So I understand that the Parthenon is somewhere around here. That's the old broken-down building with no roof, right? I haven't seen that since before the opening ceremonies. Living on Athens time, that seems like about 1983.

Surely, NBC has inundated you with sparkling shots of the Aegean and perfectly lighted images of the Acropolis twinkling in the summer night.

Let me tell you about the Athens and the Olympics that I have come to know.

Some of it must be what is being beamed back stateside - the Olympic Stadium lighting up like a terrestrial constellation at the beginning of the 100-meter dash, Michael Phelps pushing water like an aquatic locomotive.

But it is also something completely different. It is a never-ending string of nights that seamlessly seep into the wee hours of morning. It is the skitter of fencing sabers and the unexpected elation that a Russian pole-vaulter can inspire. And it is astonishingly bad food.

The Olympics are where you look for them, whether in the ill temper of a thousand protests, the unspeakable beauty of an earnest handshake, or the unlooked-for moments - both exciting and infuriating - that bring the Games out of TV memories and into reality.

I mean, does the sheer majesty of the Olympic Stadium come across on TV? I don't know. But I was not prepared for it. It is magnificent in conception, stunning in scale, breathtaking in intricacy. At one point beforehand, when Athens' Olympic effort appeared to be tilting toward disaster, the International Olympic Committee suggested that organizers simply forget the roof. Organizers were adamant it go up.

I understand why. To step beneath its spindly web of steel and glass is to be at once humbled and awed, to feel instantly more important.

Last week, a Greek man stood outside the stadium speaking to a child in English, pointing to the massive steel bows and sinuous filaments that snatch the canopy into a weightless suspension. With the rapture in his voice, he might as well have been talking about the Acropolis.

These Games have stirred a sense of possibility in the Greek mind that has been sleeping for millenniums. This stadium is an heirloom of a seemingly spent culture that has awakened to realize the power of its own potential.

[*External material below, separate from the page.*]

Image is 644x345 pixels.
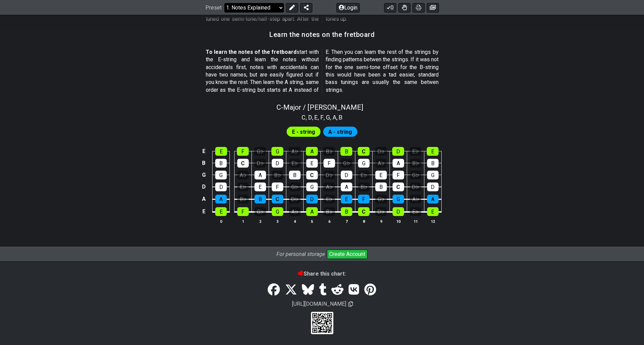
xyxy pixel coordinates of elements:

Tellingly, after a Greek sprinter surprisingly won gold in the 400-meter hurdles Wednesday night, she told a press conference: "No one expects the Greeks to have such achievements.... I wanted to prove that when the Greeks put their mind to it, they can step up to the highest spot on the podium."

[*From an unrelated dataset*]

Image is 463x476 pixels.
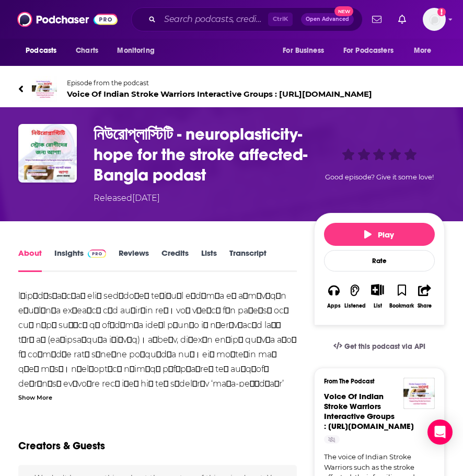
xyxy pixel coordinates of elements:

Most definitely, there is a bootstrap mentality here - a sense that if the oven doesn't blow up when you turn it on, that's good enough. When I first arrived, the man who showed me to my room had a bit of advice. Turning to the circuit breakers, he said: "Before you take a shower, make sure to turn this one off or there's a chance you might get electrocuted."

Good to know.

For an American, there are many things that are foreign here. For one, the ancient plumbing means toilet paper cannot be put in the toilet. For another, the designations of "a.m." and "p.m." seem to have no significance. These words have come out of my mouth here: "Can we meet for dinner at midnight?" When we finished at about 2:30 a.m., the streets were still teeming.